“I was there when …”

Posted by Erik Gable on August 18, 2009 · Leave a Comment

Just a little late-night philosophizing.

Twenty or thirty years from now, what will we tell our children, grandchildren or students about journalism in the first few decades of the 21st century?

Will we look back with a wistful sigh and tell them we were there when journalism died?

Nah.

Will we remember these years as a golden age?

Nope, not that either. That phrase implies something that’s developed, mature, thriving, flourishing — like the Age of Pericles or the Pax Romana, a time when things were going great, but not a whole lot was changing. No, definitely not that.

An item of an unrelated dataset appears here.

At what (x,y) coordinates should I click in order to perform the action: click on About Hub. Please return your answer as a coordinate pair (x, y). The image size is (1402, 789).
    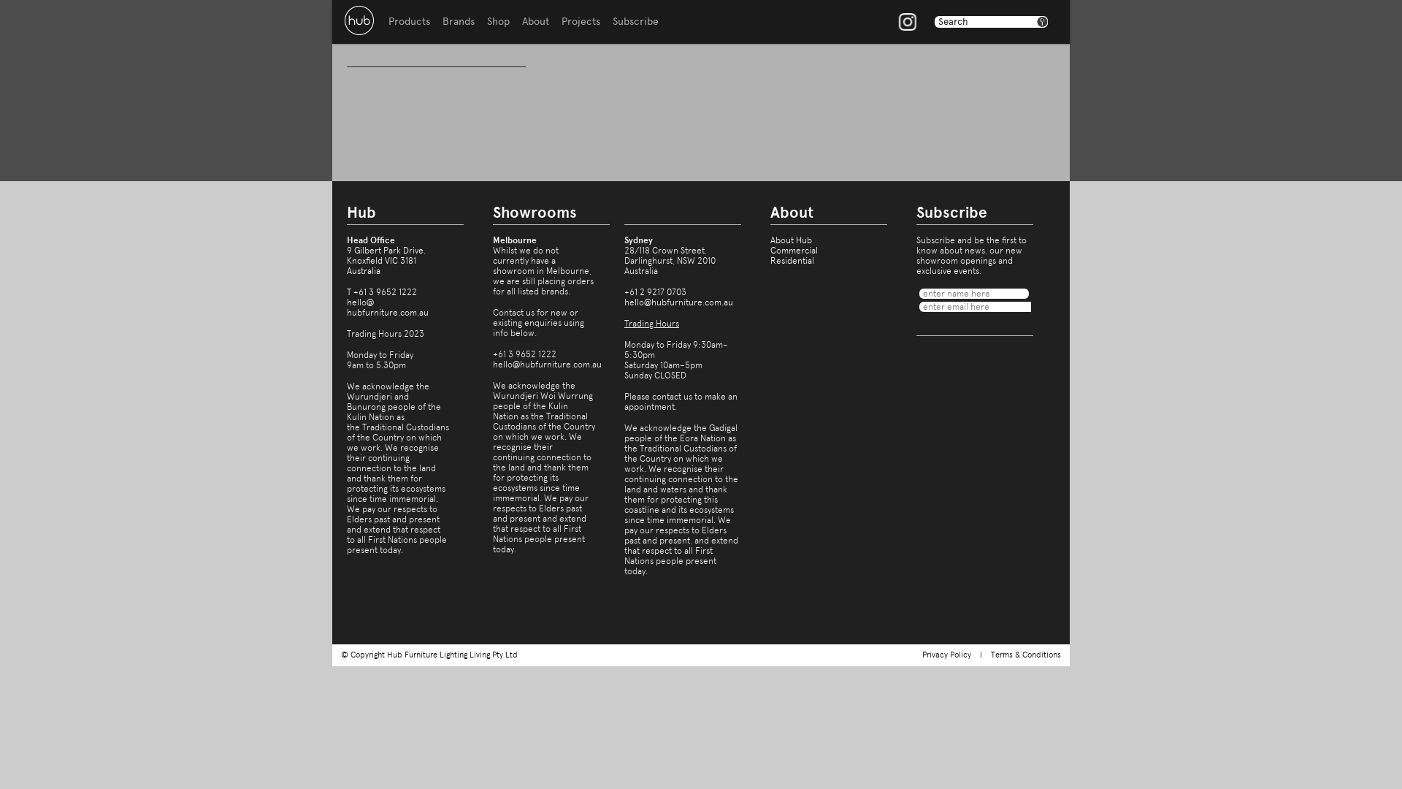
    Looking at the image, I should click on (792, 240).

But we’ll remember this period as an exciting one. Scary? Absolutely. Terrifying, even. The grit-your-teeth, reach-for-the-Rolaids years. But exciting. We’ll remember it as a time when everything we knew was starting to crumble, and so we tried everything. When we tried a whole lot of things that failed — but most importantly, when we tried a lot of things. When we didn’t know exactly what to do next, so we experimented like crazy, coming up with one plan after another … sometimes throwing them by the wayside, sometimes trying them only to watch them crash and burn, and sometimes making them succeed.

Again: We’ll remember that we tried a lot, and we failed a lot, but most importantly, we tried.

We tried, and we learned.

Is anything more exciting than that?